His phone buzzed in his pocket, snapping him back. He pulled it out, half-expecting to see a message from his assistant. But no. The name glowing on the screen was hers. Bella.

A single word. A single name. And suddenly, he let his guard down.

For a moment, he only stared at the screen. Her name pulsed softly in his hand. He hesitated not because he didn't want to hear her voice, but because he wanted it too much.

Finally, he swiped to answer.

"Bella." His voice came out low, restrained, the kind of tone he used in meetings when he wanted to sound composed. But inside, he was anything but.

"Oh, you picked up!" she said, her voice bright, almost playful. He could hear the faint clatter of her shop in the background, a drawer opening, the gentle hum of music.

"I just wanted to check if you… left already. You seemed a little quiet earlier."

He pressed his lips together. That was the word she had chosen. If only she knew the storm she had left in him.

"I had to leave," he said simply. "A meeting."

There was a pause. He could almost picture her tilting her head, tucking a strand of hair behind her ear, the way she always did when she was thinking. "Right. Important business." Her tone was teasing, but soft. Then, after a beat: "You didn't even say goodbye."

That hit him harder than he expected. He closed his eyes, gripping the phone tighter. "Would you have noticed, Bella? You seemed… busy."

She laughed lightly, unaware of the weight behind his words. "Oh, you mean with the customer? He had such an interesting ring. You should have seen it up close; it was carved with tiny patterns. I love little details like that."

Her words were innocent. Harmless. But to him, it wasn't.

"I saw," he muttered, almost more to himself than to her.

Another pause. This time, her voice softened. "Are you… upset with me?"

He turned from the window, pacing slowly across the room, the echo of his shoes filling the empty boardroom. He didn't know how to answer her. He didn't want to sound possessive, yet he couldn't lie either.

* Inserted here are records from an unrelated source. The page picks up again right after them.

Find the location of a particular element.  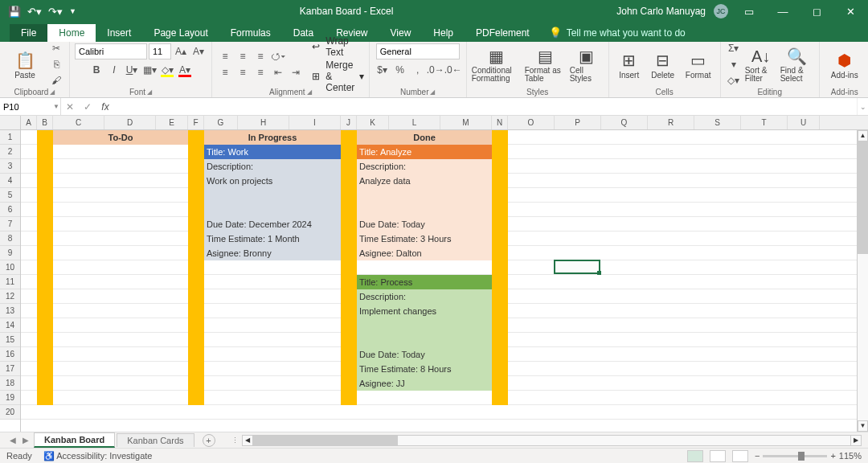

scroll-down-icon: ▼ is located at coordinates (863, 426).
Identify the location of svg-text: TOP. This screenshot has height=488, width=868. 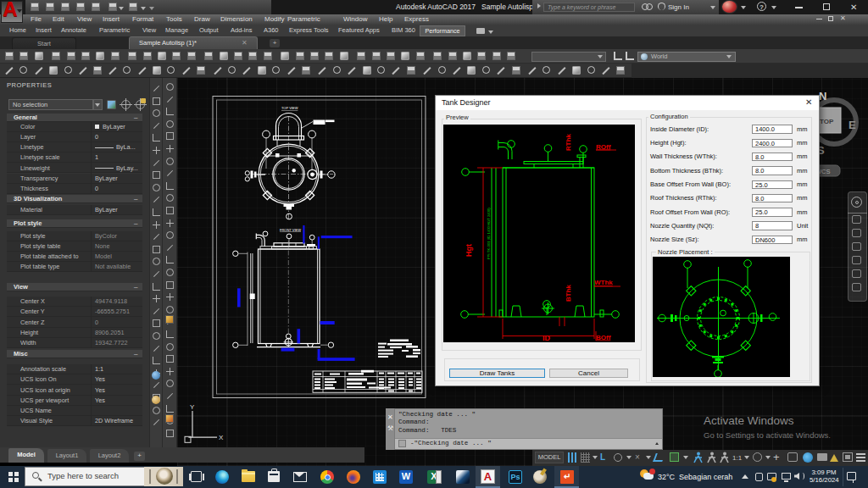
(827, 122).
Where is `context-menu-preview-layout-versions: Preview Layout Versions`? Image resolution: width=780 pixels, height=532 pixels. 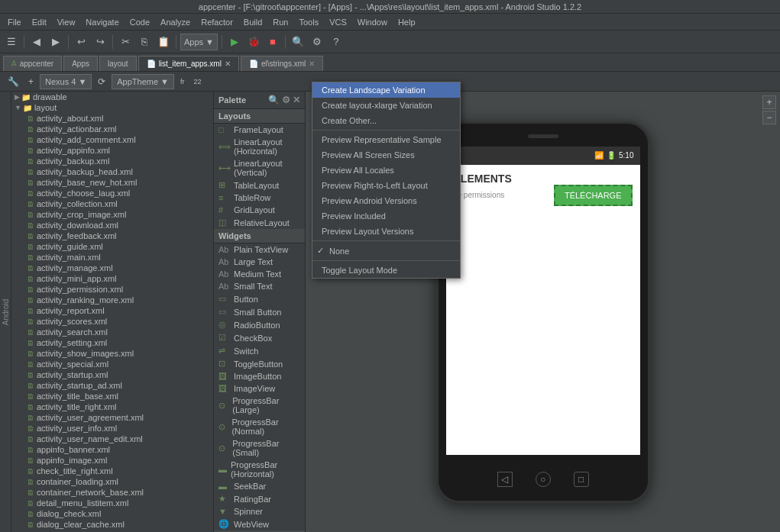
context-menu-preview-layout-versions: Preview Layout Versions is located at coordinates (387, 231).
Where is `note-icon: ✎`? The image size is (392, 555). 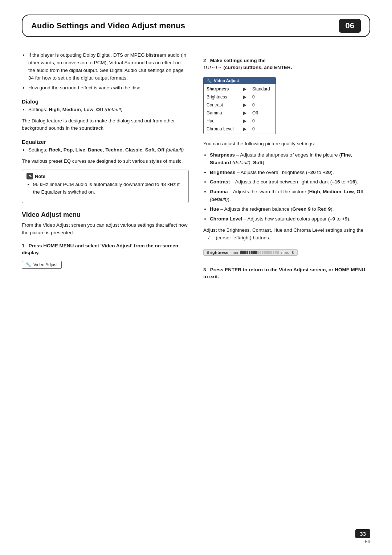 note-icon: ✎ is located at coordinates (30, 176).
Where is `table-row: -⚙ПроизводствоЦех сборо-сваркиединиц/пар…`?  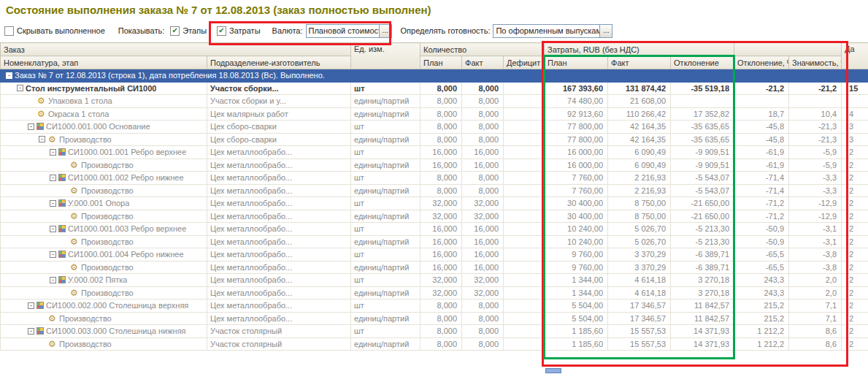
table-row: -⚙ПроизводствоЦех сборо-сваркиединиц/пар… is located at coordinates (434, 140).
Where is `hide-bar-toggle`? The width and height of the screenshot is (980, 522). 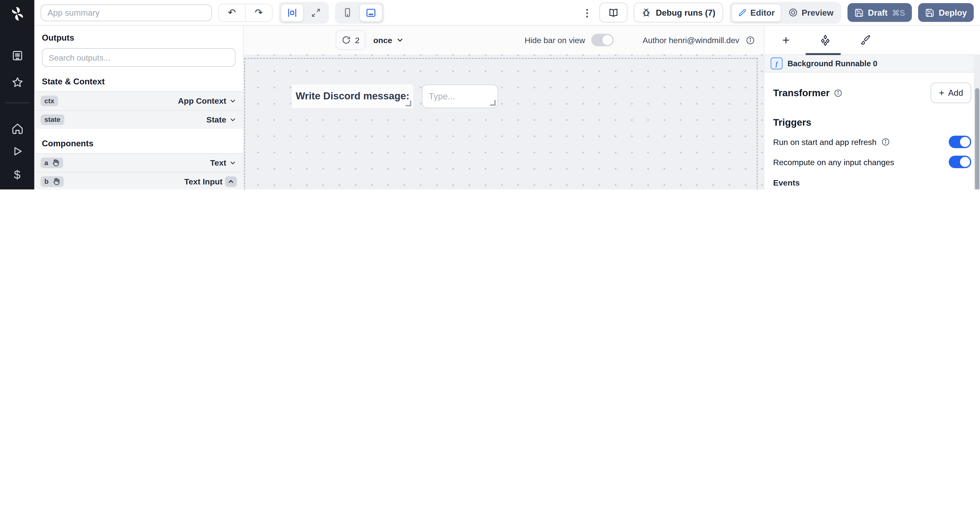 hide-bar-toggle is located at coordinates (603, 40).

"No," he said finally, though his chest ached with restraint. "I'm just… distracted."

"Distracted," she repeated, her voice laced with curiosity. "By work? Or…"

She let the sentence trail off, leaving him in silence thick enough to feel. He could almost hear her smile through the phone, that knowing, playful curve of her lips she used when she wanted to draw something out of him.

He exhaled slowly, his composure thinning. "Bella." His voice dropped lower, rougher, carrying everything he couldn't bring himself to say outright.

"Yes, Andrew?" she whispered.

For a long heartbeat, he said nothing. The words hovered on the edge of his tongue, how her laughter haunted him, how he hated watching her give pieces of herself away so freely, how he wanted her attention only for himself. But he swallowed it all, forcing the storm back into silence.

"I'll see you soon," he said instead, before hanging up.

The screen went dark in his hand, but her voice lingered in his head, impossible to forget.